Imam Ibn Kathir and Imam al-Suyuti did not treat the verses as a scientific problem. They reported the classical legal inference that six months is the minimum pregnancy period.
Classical scholars used the verses together to infer the minimum legal pregnancy period. They did not say the Qur’an teaches that every pregnancy lasts only six months.
This is exactly how a serious reading works: verses are read together, not isolated and distorted.
The Claim of Scientific Error Is False
The claim of scientific error depends on two bad assumptions.
First, it assumes the Qur’an says pregnancy always lasts six months.
Second, it assumes a six-month birth is impossible.
Both assumptions are false.
The Qur’an does not say all pregnancies are six months. And modern medicine recognizes preterm birth, including very early preterm categories.

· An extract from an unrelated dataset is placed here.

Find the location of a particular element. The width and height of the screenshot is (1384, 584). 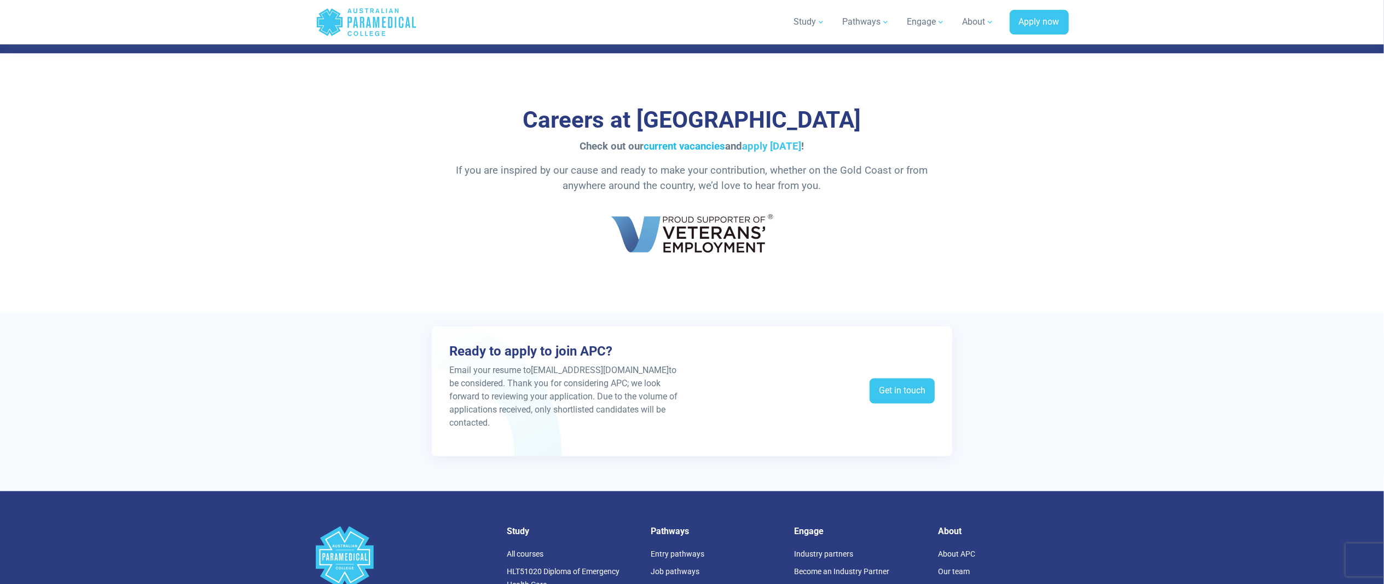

The Qur’an indicates a possible minimum pregnancy period of six months through legal inference. Modern medicine recognizes that premature births can occur well before full term. Therefore, the scientific-error claim fails.
External Medical Sources
External Resources on Qur’anic Contradictions
Conclusion
The claim that the Qur’an makes a scientific error about pregnancy duration is false.
The relevant verse is Al-Ahqaf 46:15, not Surah 34:15. The verse states that pregnancy and weaning together are thirty months. Other verses mention that complete nursing is two years. From these verses, classical scholars inferred that the minimum pregnancy period can be six months.

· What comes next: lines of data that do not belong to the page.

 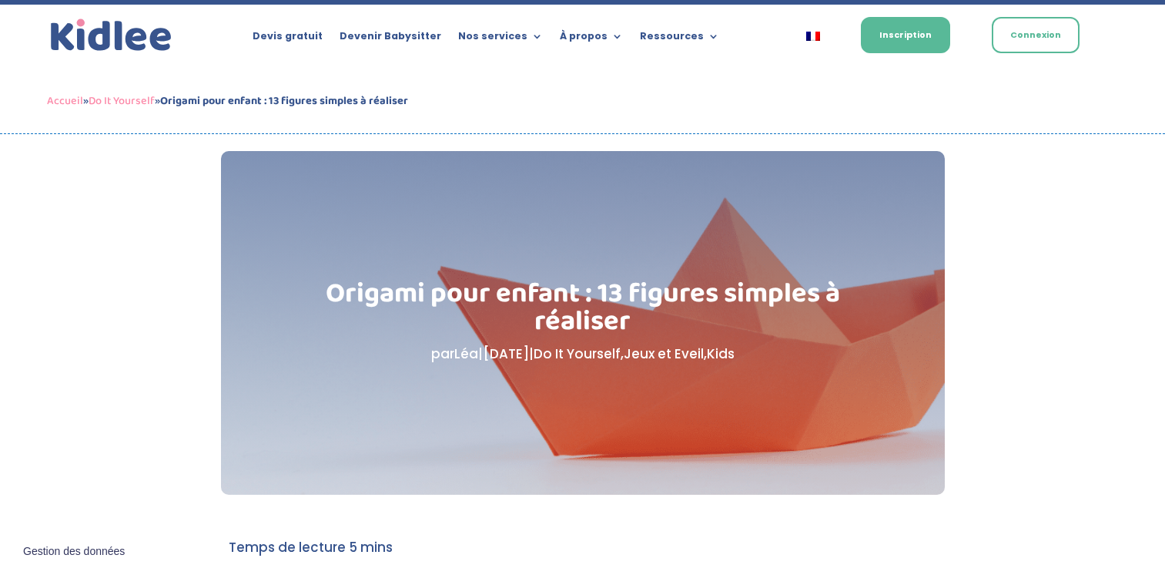 I want to click on img: Français, so click(x=813, y=36).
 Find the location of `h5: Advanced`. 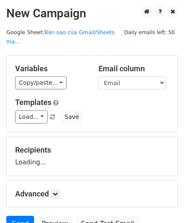

h5: Advanced is located at coordinates (92, 194).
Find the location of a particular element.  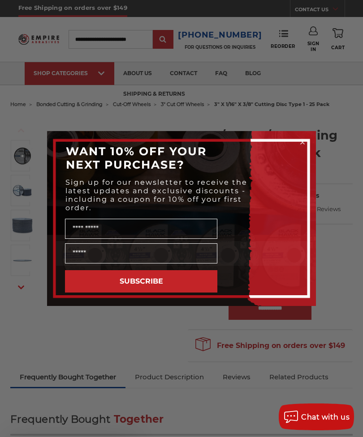

button: Close dialog is located at coordinates (302, 142).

This does not mean every pregnancy lasts six months. It means six months can be a minimum recognized period.
Classical tafsir, including Ibn Kathir and reports cited by al-Suyuti, recognized this inference. The report of the woman from Juhaynah shows that this understanding was used to prevent an unjust accusation of adultery.
Modern medical sources recognize that normal pregnancy is about forty weeks, but they also recognize preterm birth before thirty-seven weeks and extremely preterm birth before twenty-eight weeks.
The Qur’an does not claim that all pregnancies last six months. It indicates that pregnancy and weaning together may be thirty months, while complete nursing is two years. The six-month period is a minimum inferred by classical scholars, and modern medicine does not make such a birth impossible. The scientific-error claim is therefore baseless.
Source Notes
- Ibn Kathir, Tafsir al-Qur’an al-Azim, under Al-Ahqaf 46:15.
- Al-Suyuti, Al-Durr al-Manthur fi al-Tafsir bi al-Ma’thur, under Al-Ahqaf 46:15.